Monday, 31 October 2011

So much for democracy…

This is astonishing: the Royal Family is rich. I mean stinking rich. So rich that King Croesus would be jealous. It's the deal made with the royals in 1660: the British said that they could come back and have all the palaces/jewels/courtesans/counties they wanted, as long as they kept out of politics. A deal, incidentally, that the royals have frequently broken.  

Ministers have been forced to seek permission from Prince Charles to pass at least a dozen government bills, according to a Guardian investigation into a secretive constitutional loophole that gives him the right to veto legislation that might impact his private interests.
Since 2005, ministers from six departments have sought the Prince of Wales' consent to draft bills on everything from road safety to gambling and the London Olympics, in an arrangement described by constitutional lawyers as a royal "nuclear deterrent" over public policy.
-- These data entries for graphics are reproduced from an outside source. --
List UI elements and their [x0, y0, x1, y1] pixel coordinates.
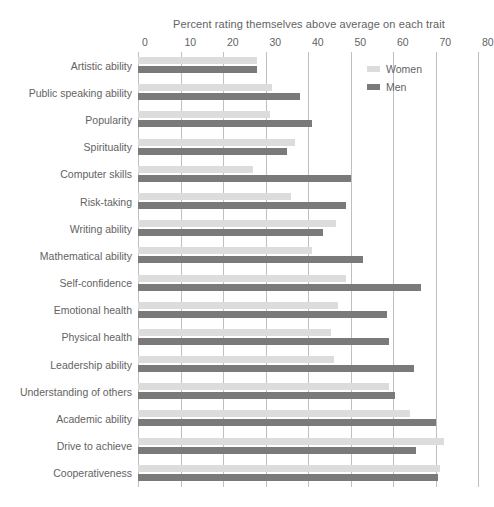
bar-group-row: Spirituality [138, 134, 478, 161]
bar-group-row: Risk-taking [138, 188, 478, 215]
bar-group-row: Popularity [138, 106, 478, 133]
chart-title: Percent rating themselves above average … [138, 18, 480, 30]
bar-women-8 [138, 275, 346, 282]
x-tick-label-10: 10 [181, 36, 197, 48]
bar-women-6 [138, 220, 336, 227]
bar-group-row: Physical health [138, 324, 478, 351]
bar-men-12 [138, 392, 395, 399]
legend-label-men: Men [386, 81, 406, 93]
bar-women-4 [138, 166, 253, 173]
bar-women-11 [138, 356, 334, 363]
bar-women-3 [138, 139, 295, 146]
x-tick-label-70: 70 [436, 36, 452, 48]
bar-group-row: Understanding of others [138, 378, 478, 405]
x-tick-label-0: 0 [138, 36, 148, 48]
bar-men-3 [138, 148, 287, 155]
bar-men-14 [138, 447, 416, 454]
category-label-15: Cooperativeness [53, 467, 132, 479]
bar-group-row: Self-confidence [138, 270, 478, 297]
category-label-9: Emotional health [54, 304, 132, 316]
category-label-2: Popularity [85, 114, 132, 126]
bar-men-13 [138, 419, 436, 426]
category-label-5: Risk-taking [80, 196, 132, 208]
plot-area: 01020304050607080 Artistic abilityPublic… [138, 52, 478, 487]
bar-group-row: Computer skills [138, 161, 478, 188]
category-label-7: Mathematical ability [40, 250, 132, 262]
bar-group-row: Drive to achieve [138, 433, 478, 460]
x-tick-label-80: 80 [478, 36, 494, 48]
category-label-3: Spirituality [84, 141, 132, 153]
bar-women-9 [138, 302, 338, 309]
bar-women-0 [138, 57, 257, 64]
legend-entry-men: Men [367, 79, 457, 94]
bar-women-7 [138, 247, 312, 254]
gridline-80 [478, 52, 479, 487]
category-label-13: Academic ability [56, 413, 132, 425]
bar-men-9 [138, 311, 387, 318]
x-tick-label-50: 50 [351, 36, 367, 48]
men-swatch-icon [367, 84, 380, 90]
category-label-14: Drive to achieve [57, 440, 132, 452]
bar-group-row: Leadership ability [138, 351, 478, 378]
bar-men-4 [138, 175, 351, 182]
bar-women-14 [138, 438, 444, 445]
bar-group-row: Cooperativeness [138, 460, 478, 487]
bar-men-11 [138, 365, 414, 372]
bar-women-1 [138, 84, 272, 91]
bar-men-2 [138, 120, 312, 127]
bar-men-5 [138, 202, 346, 209]
bar-group-row: Writing ability [138, 215, 478, 242]
bar-men-0 [138, 66, 257, 73]
bar-group-row: Emotional health [138, 297, 478, 324]
category-label-8: Self-confidence [60, 277, 132, 289]
x-tick-label-20: 20 [223, 36, 239, 48]
bar-women-2 [138, 111, 270, 118]
bar-women-12 [138, 383, 389, 390]
bar-men-7 [138, 256, 363, 263]
women-swatch-icon [367, 66, 380, 72]
category-label-10: Physical health [61, 331, 132, 343]
category-label-0: Artistic ability [71, 60, 132, 72]
legend-entry-women: Women [367, 61, 457, 76]
category-label-6: Writing ability [70, 223, 132, 235]
bar-group-row: Academic ability [138, 405, 478, 432]
category-label-1: Public speaking ability [29, 87, 132, 99]
category-label-4: Computer skills [60, 168, 132, 180]
bar-women-5 [138, 193, 291, 200]
bar-group-row: Mathematical ability [138, 242, 478, 269]
bar-men-15 [138, 474, 438, 481]
bar-women-10 [138, 329, 331, 336]
x-tick-label-60: 60 [393, 36, 409, 48]
bar-men-1 [138, 93, 300, 100]
bar-men-6 [138, 229, 323, 236]
bar-men-8 [138, 284, 421, 291]
x-tick-label-30: 30 [266, 36, 282, 48]
bar-women-13 [138, 410, 410, 417]
x-tick-label-40: 40 [308, 36, 324, 48]
category-label-12: Understanding of others [20, 386, 132, 398]
bar-men-10 [138, 338, 389, 345]
bar-women-15 [138, 465, 440, 472]
legend-label-women: Women [386, 63, 422, 75]
category-label-11: Leadership ability [50, 359, 132, 371]
chart-legend: WomenMen [367, 61, 457, 97]
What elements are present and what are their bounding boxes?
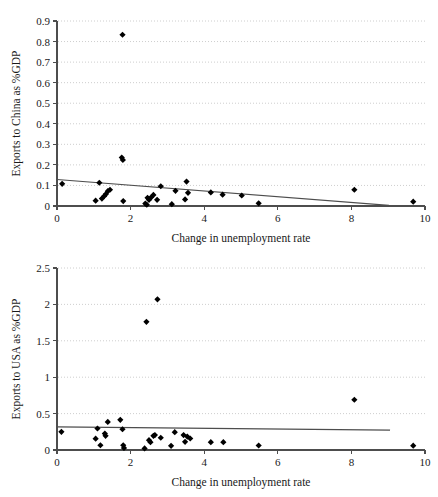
y-tick-label: 0.9: [36, 15, 50, 27]
x-tick-label: 10: [420, 456, 432, 468]
data-point-marker: [410, 199, 416, 205]
data-point-marker: [183, 178, 189, 184]
data-point-marker: [119, 32, 125, 38]
scatter-plot-figure: 00.10.20.30.40.50.60.70.80.90246810Chang…: [0, 0, 438, 497]
data-point-marker: [120, 198, 126, 204]
chart-panel-usa: 00.511.522.50246810Change in unemploymen…: [0, 250, 438, 497]
y-tick-label: 2.5: [36, 262, 50, 274]
y-tick-label: 1: [45, 371, 51, 383]
x-tick-label: 8: [349, 456, 355, 468]
data-point-marker: [208, 189, 214, 195]
x-axis-title: Change in unemployment rate: [172, 476, 311, 489]
x-tick-label: 4: [201, 212, 207, 224]
data-point-marker: [410, 443, 416, 449]
data-point-marker: [182, 196, 188, 202]
y-tick-label: 0.2: [36, 159, 50, 171]
x-tick-label: 10: [420, 212, 432, 224]
data-point-marker: [168, 443, 174, 449]
data-point-marker: [208, 439, 214, 445]
chart-panel-china: 00.10.20.30.40.50.60.70.80.90246810Chang…: [0, 0, 438, 250]
y-tick-label: 1.5: [36, 335, 50, 347]
x-tick-label: 4: [201, 456, 207, 468]
data-point-marker: [97, 442, 103, 448]
x-tick-label: 2: [128, 212, 134, 224]
gridlines: [58, 268, 425, 414]
x-axis-title: Change in unemployment rate: [172, 232, 311, 245]
y-axis-ticks: 00.10.20.30.40.50.60.70.80.9: [36, 15, 57, 212]
x-axis-ticks: 0246810: [54, 206, 431, 224]
data-point-marker: [58, 429, 64, 435]
data-point-marker: [59, 181, 65, 187]
y-tick-label: 0: [45, 444, 51, 456]
data-point-marker: [94, 425, 100, 431]
data-point-marker: [117, 417, 123, 423]
data-points: [59, 32, 416, 208]
gridlines: [58, 21, 425, 185]
y-tick-label: 0.3: [36, 138, 50, 150]
data-point-marker: [96, 180, 102, 186]
y-axis-ticks: 00.511.522.5: [36, 262, 57, 456]
x-tick-label: 8: [349, 212, 355, 224]
x-tick-label: 6: [275, 456, 281, 468]
data-point-marker: [158, 435, 164, 441]
axes: [57, 21, 425, 206]
data-point-marker: [154, 197, 160, 203]
china-scatter-chart: 00.10.20.30.40.50.60.70.80.90246810Chang…: [0, 0, 438, 250]
axis-lines: [57, 21, 425, 206]
y-tick-label: 0.8: [36, 36, 50, 48]
y-tick-label: 0.5: [36, 97, 50, 109]
y-tick-label: 0.1: [36, 179, 50, 191]
data-point-marker: [185, 190, 191, 196]
data-point-marker: [93, 436, 99, 442]
data-point-marker: [351, 397, 357, 403]
y-tick-label: 0.6: [36, 77, 50, 89]
y-tick-label: 0.4: [36, 118, 50, 130]
usa-scatter-chart: 00.511.522.50246810Change in unemploymen…: [0, 250, 438, 497]
data-point-marker: [93, 198, 99, 204]
x-tick-label: 6: [275, 212, 281, 224]
x-axis-ticks: 0246810: [54, 450, 431, 468]
trendline: [57, 427, 390, 430]
data-point-marker: [158, 183, 164, 189]
data-point-marker: [182, 439, 188, 445]
y-axis-title: Exports to China as %GDP: [10, 51, 23, 177]
data-point-marker: [256, 442, 262, 448]
y-tick-label: 0.7: [36, 56, 50, 68]
data-point-marker: [172, 429, 178, 435]
axis-lines: [57, 268, 425, 450]
x-tick-label: 2: [128, 456, 134, 468]
data-point-marker: [220, 439, 226, 445]
data-point-marker: [154, 296, 160, 302]
y-tick-label: 0.5: [36, 408, 50, 420]
data-point-marker: [351, 187, 357, 193]
x-tick-label: 0: [54, 456, 60, 468]
axes: [57, 268, 425, 450]
x-tick-label: 0: [54, 212, 60, 224]
data-point-marker: [105, 419, 111, 425]
y-tick-label: 2: [45, 298, 51, 310]
data-point-marker: [141, 445, 147, 451]
data-point-marker: [143, 319, 149, 325]
y-tick-label: 0: [45, 200, 51, 212]
y-axis-title: Exports to USA as %GDP: [10, 299, 23, 420]
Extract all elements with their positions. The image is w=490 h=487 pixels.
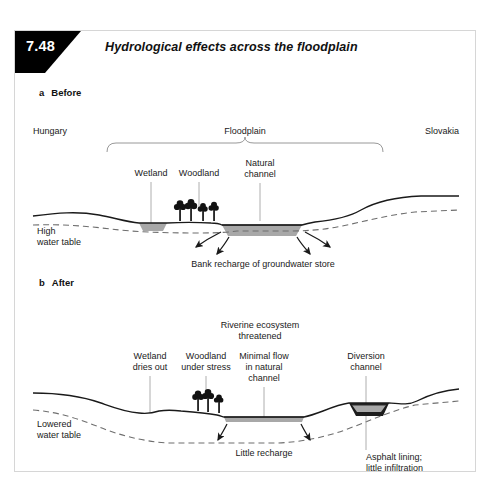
label-natural-channel-line2: channel bbox=[244, 169, 276, 179]
label-riverine-ecosystem-line1: Riverine ecosystem bbox=[221, 320, 300, 330]
wetland-pond bbox=[139, 223, 167, 231]
figure-header: 7.48 Hydrological effects across the flo… bbox=[15, 31, 475, 65]
little-recharge-arrows bbox=[218, 424, 310, 440]
label-hungary: Hungary bbox=[33, 126, 68, 136]
figure-title: Hydrological effects across the floodpla… bbox=[105, 40, 358, 54]
minimal-flow-water bbox=[224, 417, 304, 422]
panel-b-name: After bbox=[52, 277, 74, 288]
label-wetland-dries-line1: Wetland bbox=[134, 351, 167, 361]
panel-b-heading: bAfter bbox=[39, 277, 74, 288]
label-woodland-stress-line1: Woodland bbox=[186, 351, 226, 361]
label-riverine-ecosystem-line2: threatened bbox=[238, 331, 281, 341]
label-floodplain: Floodplain bbox=[224, 126, 266, 136]
panel-a-name: Before bbox=[51, 87, 81, 98]
label-natural-channel-line1: Natural bbox=[245, 158, 274, 168]
label-high-water-table-line2: water table bbox=[36, 237, 81, 247]
label-diversion-line2: channel bbox=[350, 362, 382, 372]
label-woodland-stress-line2: under stress bbox=[181, 362, 231, 372]
label-minimal-flow-line1: Minimal flow bbox=[239, 351, 289, 361]
label-woodland: Woodland bbox=[179, 168, 219, 178]
ground-surface-before bbox=[33, 196, 459, 225]
tree bbox=[192, 390, 204, 411]
label-minimal-flow-line2: in natural bbox=[245, 362, 282, 372]
ground-surface-after bbox=[33, 389, 459, 417]
tree bbox=[214, 394, 224, 413]
panel-b-tag: b bbox=[39, 277, 45, 288]
tree bbox=[202, 389, 214, 412]
tree bbox=[209, 202, 219, 221]
woodland-trees-after bbox=[192, 389, 223, 413]
label-wetland-dries-line2: dries out bbox=[133, 362, 168, 372]
woodland-trees-before bbox=[174, 199, 219, 221]
figure-frame: 7.48 Hydrological effects across the flo… bbox=[14, 30, 476, 472]
label-asphalt-line1: Asphalt lining; bbox=[366, 452, 422, 462]
label-diversion-line1: Diversion bbox=[347, 351, 385, 361]
diversion-channel bbox=[349, 403, 389, 416]
label-slovakia: Slovakia bbox=[425, 126, 459, 136]
label-high-water-table-line1: High bbox=[37, 226, 56, 236]
figure-number: 7.48 bbox=[26, 38, 55, 54]
label-lowered-water-table-line1: Lowered bbox=[37, 419, 72, 429]
label-wetland: Wetland bbox=[135, 168, 168, 178]
tree bbox=[174, 200, 186, 221]
panel-b-diagram: Riverine ecosystem threatened Wetland dr… bbox=[15, 293, 477, 471]
label-minimal-flow-line3: channel bbox=[248, 373, 280, 383]
floodplain-bracket bbox=[107, 137, 383, 152]
panel-a-tag: a bbox=[39, 87, 44, 98]
label-bank-recharge: Bank recharge of groundwater store bbox=[191, 259, 335, 269]
panel-a-diagram: Hungary Floodplain Slovakia Wetland Wood… bbox=[15, 103, 477, 273]
natural-channel-water bbox=[222, 225, 302, 236]
label-lowered-water-table-line2: water table bbox=[36, 430, 81, 440]
diversion-channel-water bbox=[352, 405, 386, 412]
panel-a-heading: aBefore bbox=[39, 87, 81, 98]
label-little-recharge: Little recharge bbox=[235, 448, 292, 458]
tree bbox=[185, 199, 197, 221]
label-asphalt-line2: little infiltration bbox=[366, 463, 423, 471]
Unlike royal assent to bills, which is exercised by the Queen as a matter of constitutional law, the prince's power applies when a new bill might affect his own interests, in particular the Duchy of Cornwall, a private £700m property empire that last year provided him with an £18m income.

But it's emerged today that Prince Charles has been given the right to veto or amend legislation which might affect his £700m private business, and he's exercised that right. This, British readers, is what makes you subjects rather than citizens. We elect people to act in our collective interests, and they act in the interests of their friends and the aristocracy. We get poorer, sicker and thicker, they get richer and richer.